Artificial chat technologies are hugely unpopular when used in call centers as the COVID-19 pandemic has dramatically raised people's need for information from many businesses and government agencies.
Written by Tom Foremski, Contributor

Customer service centers are struggling with 50 per cent higher hold times since the beginning of the COVID-19 lockdowns and artificial chat technologies are widely disliked with 76 percent of callers expecting a live person. The findings are from a survey commissioned by Silicon Valley startup Uniphore

The explosion in call center volume is due to people needing critical information due to effects of COVID lockdowns of businesses and government offices. It is expected to rise further as vaccines begin to roll out and travel and work restrictions change.

Uniphore provides AI-based conversational automation technologies designed to understand speech and aid staff in providing the right responses for each caller. 

The company's philosophy is to use technology to augment the skills of call center staff rather than replace them.

Umesh Sachdev, CEO and co-founder of Uniphore, says he is not surprised by the failure of chatbots to please consumers because humans have a significant advantage over any machine. 

"Humans have the ability to express empathy -- a machine cannot.

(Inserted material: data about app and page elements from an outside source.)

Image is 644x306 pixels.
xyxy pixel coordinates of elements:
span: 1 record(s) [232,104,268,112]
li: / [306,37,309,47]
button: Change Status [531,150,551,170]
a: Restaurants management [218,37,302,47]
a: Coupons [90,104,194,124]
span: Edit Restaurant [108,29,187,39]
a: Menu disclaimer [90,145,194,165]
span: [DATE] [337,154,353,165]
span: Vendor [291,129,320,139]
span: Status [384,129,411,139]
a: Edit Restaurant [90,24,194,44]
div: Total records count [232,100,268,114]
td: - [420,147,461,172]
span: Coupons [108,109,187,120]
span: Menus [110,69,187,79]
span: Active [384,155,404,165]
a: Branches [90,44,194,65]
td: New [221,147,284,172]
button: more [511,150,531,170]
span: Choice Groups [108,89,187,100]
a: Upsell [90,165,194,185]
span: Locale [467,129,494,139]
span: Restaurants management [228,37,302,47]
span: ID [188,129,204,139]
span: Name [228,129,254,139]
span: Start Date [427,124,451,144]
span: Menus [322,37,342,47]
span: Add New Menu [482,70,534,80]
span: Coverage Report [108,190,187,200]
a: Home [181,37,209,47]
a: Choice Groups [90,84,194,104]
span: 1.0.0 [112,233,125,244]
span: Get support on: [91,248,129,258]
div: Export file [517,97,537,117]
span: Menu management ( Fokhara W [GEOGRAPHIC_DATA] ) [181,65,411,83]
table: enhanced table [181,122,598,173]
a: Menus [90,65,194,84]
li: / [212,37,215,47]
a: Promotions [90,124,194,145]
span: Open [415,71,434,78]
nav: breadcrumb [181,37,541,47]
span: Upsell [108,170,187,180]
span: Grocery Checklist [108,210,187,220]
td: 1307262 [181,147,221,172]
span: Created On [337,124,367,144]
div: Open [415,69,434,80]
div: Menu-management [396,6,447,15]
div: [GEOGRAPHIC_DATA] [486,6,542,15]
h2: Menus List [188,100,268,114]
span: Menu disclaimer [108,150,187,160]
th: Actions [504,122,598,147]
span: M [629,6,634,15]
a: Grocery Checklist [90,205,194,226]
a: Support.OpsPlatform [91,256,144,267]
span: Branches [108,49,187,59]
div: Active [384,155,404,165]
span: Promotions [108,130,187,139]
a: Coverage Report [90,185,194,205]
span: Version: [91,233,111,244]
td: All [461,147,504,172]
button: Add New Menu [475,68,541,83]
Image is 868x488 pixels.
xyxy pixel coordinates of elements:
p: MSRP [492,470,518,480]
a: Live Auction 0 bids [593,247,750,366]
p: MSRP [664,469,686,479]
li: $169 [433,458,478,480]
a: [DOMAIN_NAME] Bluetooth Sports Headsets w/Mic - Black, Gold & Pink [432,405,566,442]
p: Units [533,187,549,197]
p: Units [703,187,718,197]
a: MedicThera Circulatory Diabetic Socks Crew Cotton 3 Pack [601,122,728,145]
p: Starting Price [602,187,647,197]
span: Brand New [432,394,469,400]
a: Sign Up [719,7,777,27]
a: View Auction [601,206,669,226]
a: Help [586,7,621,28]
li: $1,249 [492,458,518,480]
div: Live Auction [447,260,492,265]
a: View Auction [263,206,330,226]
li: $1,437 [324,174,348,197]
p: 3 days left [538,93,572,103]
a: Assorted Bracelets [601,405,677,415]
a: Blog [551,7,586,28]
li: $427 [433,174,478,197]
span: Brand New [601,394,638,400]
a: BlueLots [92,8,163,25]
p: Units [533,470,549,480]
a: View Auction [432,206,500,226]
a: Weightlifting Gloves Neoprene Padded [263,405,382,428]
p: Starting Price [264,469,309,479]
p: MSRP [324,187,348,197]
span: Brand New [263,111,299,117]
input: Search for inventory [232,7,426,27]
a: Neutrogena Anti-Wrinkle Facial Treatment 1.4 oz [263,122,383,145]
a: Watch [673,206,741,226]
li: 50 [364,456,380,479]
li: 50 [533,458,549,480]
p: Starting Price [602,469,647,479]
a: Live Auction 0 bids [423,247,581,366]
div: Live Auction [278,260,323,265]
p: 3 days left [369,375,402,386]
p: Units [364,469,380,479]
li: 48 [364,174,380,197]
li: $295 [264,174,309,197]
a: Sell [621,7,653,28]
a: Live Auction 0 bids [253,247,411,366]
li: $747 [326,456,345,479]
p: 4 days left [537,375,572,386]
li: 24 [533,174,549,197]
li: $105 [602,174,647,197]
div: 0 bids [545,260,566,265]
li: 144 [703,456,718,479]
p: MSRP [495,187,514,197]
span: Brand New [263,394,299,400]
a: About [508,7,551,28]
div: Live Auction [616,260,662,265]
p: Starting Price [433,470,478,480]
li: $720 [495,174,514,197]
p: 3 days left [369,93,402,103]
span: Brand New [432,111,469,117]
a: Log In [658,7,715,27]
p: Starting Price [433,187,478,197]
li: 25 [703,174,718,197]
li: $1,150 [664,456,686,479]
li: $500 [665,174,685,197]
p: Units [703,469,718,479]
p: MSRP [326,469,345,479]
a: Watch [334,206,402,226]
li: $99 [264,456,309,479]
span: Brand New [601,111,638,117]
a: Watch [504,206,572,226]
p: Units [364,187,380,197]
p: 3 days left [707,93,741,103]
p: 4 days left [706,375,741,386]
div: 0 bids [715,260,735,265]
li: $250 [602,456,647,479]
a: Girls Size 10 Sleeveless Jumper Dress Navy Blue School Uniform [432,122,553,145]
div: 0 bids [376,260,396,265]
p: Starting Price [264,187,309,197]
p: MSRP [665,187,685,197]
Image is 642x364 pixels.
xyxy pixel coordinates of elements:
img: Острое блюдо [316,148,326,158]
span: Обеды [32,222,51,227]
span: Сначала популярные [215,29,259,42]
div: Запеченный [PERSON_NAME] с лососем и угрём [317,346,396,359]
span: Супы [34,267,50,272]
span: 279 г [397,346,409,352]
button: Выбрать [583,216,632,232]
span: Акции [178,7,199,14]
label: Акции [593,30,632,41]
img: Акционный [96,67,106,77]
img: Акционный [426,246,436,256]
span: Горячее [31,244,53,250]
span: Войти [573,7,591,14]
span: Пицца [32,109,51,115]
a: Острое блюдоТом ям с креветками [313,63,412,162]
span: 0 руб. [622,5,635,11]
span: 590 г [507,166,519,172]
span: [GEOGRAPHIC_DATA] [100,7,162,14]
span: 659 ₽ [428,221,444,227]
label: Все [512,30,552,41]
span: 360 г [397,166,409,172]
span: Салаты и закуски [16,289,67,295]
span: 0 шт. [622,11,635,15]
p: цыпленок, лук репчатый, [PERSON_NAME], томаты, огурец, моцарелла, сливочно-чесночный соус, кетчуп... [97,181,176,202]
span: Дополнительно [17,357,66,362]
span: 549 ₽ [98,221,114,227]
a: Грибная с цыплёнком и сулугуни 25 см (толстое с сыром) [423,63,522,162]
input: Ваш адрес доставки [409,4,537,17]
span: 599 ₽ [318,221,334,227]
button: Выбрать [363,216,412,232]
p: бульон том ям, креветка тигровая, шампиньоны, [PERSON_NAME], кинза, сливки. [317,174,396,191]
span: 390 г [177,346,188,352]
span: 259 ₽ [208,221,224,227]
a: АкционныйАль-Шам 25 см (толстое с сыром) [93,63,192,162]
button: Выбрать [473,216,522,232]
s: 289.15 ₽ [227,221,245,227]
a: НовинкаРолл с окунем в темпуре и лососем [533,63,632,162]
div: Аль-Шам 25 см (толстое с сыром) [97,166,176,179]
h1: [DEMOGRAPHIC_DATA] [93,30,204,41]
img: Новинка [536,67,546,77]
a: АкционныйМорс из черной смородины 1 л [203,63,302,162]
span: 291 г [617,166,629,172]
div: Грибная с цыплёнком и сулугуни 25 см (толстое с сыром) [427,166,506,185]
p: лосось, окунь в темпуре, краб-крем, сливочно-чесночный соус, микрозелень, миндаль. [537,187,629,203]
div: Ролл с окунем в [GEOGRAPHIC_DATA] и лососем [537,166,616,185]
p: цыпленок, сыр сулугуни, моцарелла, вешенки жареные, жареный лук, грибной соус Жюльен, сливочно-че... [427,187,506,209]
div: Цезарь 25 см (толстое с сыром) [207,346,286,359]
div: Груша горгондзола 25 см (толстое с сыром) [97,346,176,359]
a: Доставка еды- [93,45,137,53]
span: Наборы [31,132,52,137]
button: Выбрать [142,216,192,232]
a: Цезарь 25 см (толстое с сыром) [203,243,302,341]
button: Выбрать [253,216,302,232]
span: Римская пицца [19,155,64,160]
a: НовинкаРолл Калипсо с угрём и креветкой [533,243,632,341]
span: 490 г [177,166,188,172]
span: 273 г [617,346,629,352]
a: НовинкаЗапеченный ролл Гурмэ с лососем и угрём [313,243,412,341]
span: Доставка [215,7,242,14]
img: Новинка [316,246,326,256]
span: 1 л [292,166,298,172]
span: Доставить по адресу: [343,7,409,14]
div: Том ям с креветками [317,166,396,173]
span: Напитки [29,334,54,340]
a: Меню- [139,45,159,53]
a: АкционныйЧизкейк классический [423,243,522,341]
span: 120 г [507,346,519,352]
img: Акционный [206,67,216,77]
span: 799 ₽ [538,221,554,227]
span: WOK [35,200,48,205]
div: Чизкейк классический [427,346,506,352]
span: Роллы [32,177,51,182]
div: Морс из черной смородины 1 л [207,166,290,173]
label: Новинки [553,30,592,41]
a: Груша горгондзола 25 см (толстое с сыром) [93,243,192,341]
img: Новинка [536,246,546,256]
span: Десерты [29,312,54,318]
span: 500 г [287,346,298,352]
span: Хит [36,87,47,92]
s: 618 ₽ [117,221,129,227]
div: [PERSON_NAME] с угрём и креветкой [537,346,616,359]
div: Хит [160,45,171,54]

It can say the right words but it cannot fake authenticity," says Sachdev. Humans also have emotional intelligence which machine intelligence will likely never have.

Uniphore says that the survey reveals the importance of call centers for future business prosperity with six out of ten people likely to recommend a company if they had a positive experience.

A positive experience for the majority (76 percent) means speaking with a live human. Only 8 percent responded that they would prefer not to talk with a person. And only one in four said they had a positive experience with a chatbot or voice assistant.

Sachdev says its AI technology is able to take care of many caller issues in real-time in the background. For example, if someone calls and says they want to cancel a credit card the system can understand the request and near-instantly perform the action.

 And as soon as the caller has finished speaking the live agent can say, "It's done. We just cancelled your credit card."

Similarly, the Uniphore system can furnish a live agent with the necessary information on their screen to answer a caller's query -- in real-time. This can help with another top complaint: 53% of callers spend more than 30 minutes on hold 

"A key advantage is that call center staff don't need to go through a three-month training course, they become productive much faster," says Sachdev.

Uniphore can understand 100 languages. Its security is based on a database of voice-prints which are unique signatures and can quickly verify identities of callers -- and also verify the live agents' identity. 

The survey was completed in the third week of November from a random sampling of 1,078 US adults.

The distaste for artificial chat technologies could be generational. A survey published by BankMyCell, a retailer of used gadgets, found that 75% of millennials hate making phone calls and 81% would prefer a chatbot than a human.